I Have Always Thought in the Back of My Mind…

Sunday marked George Harrison’s 75th birthday, and in honor of his birthday I watched The Concert for George and, later in the day, Eric Idle’s The Rutles: All You Need Is Cash, a satirical film based on the Beatles’ career that features Harrison in a small role as a journalist.

I also shared the wonderfully goofy video made for Harrison’s 1970 song, “What Is Life,” a few years ago, with dancers Emma Rubinowitz and Esteban Hernandez of the San Francisco Ballet doing a performative dance that doesn’t appear to have much to do with the song but strikes me as the kind of weird and silly thing that Harrison would have loved.

Back to The Rutles.

One of the most memorable sequences in The Rutles: All You Need Is Cash is the animated sequence, inspired by The Beatles’ Yellow Submarine, that goes with the song, “Cheese and Onions.”

In all the years that I’ve watched the film and listened to the song, I’d never once thought, “So, is a cheese and onions sandwich a thing?”

As it turns out, it is!
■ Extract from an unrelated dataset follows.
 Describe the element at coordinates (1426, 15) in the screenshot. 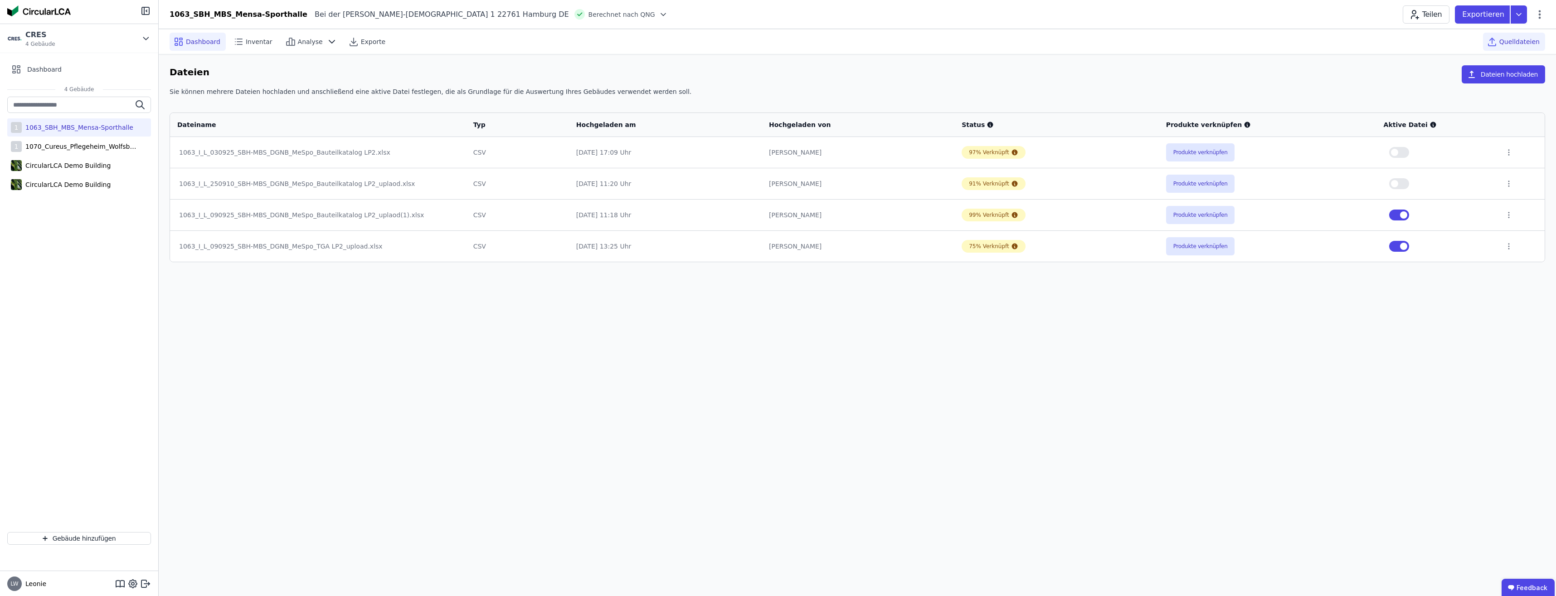

I see `button: Teilen` at that location.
Basically, it’s shredded cheddar and diced onions, mixed with mayo, and slapped on bread.

“That seems simple,” I thought. It wasn’t what I expected, I thought there would be cheese slices and tomatos and lettuce, but I was curious so I stopped at the grocery store on my way home from work Tuesday and picked up some cheddar. (I had a bag of frozen diced onions in the freezer. You never know when you’ll need them.)

I mixed my ingredients, I stirred them up, stirred and stirred and stirred, and…

I felt a slight sense of disappointment.

“That looks like pimento cheese,” I said to myself.

Not knowing off-hand what went into pimento cheese I looked it up. Shredded cheddar cheese, pimentos (a type of chili pepper, in case you didn’t know), and mayo.

The only difference from “cheese and onions”? Swap out the onions from a cheese and onions sandwich with diced pimentos and you have a pimento cheese sandwich.

And so it turned out that, after years of not knowing what a cheese and onions sandwich was, I basically did, albeit under a different name and with one different ingredient.

Published by Allyn

A writer, editor, journalist, sometimes coder, occasional historian, and all-around scholar, Allyn Gibson is the writer for Diamond Comic Distributors' monthly PREVIEWS catalog, used by comic book shops and throughout the comics industry, and the editor for its monthly order forms. In his over ten years in the industry, Allyn has interviewed comics creators and pop culture celebrities, covered conventions, analyzed industry revenue trends, and written copy for comics, toys, and other pop culture merchandise. Allyn is also known for his short fiction (including the Star Trek story "Make-Believe,"the Doctor Who short story "The Spindle of Necessity," and the ReDeus story "The Ginger Kid"). Allyn has been blogging regularly with WordPress since 2004.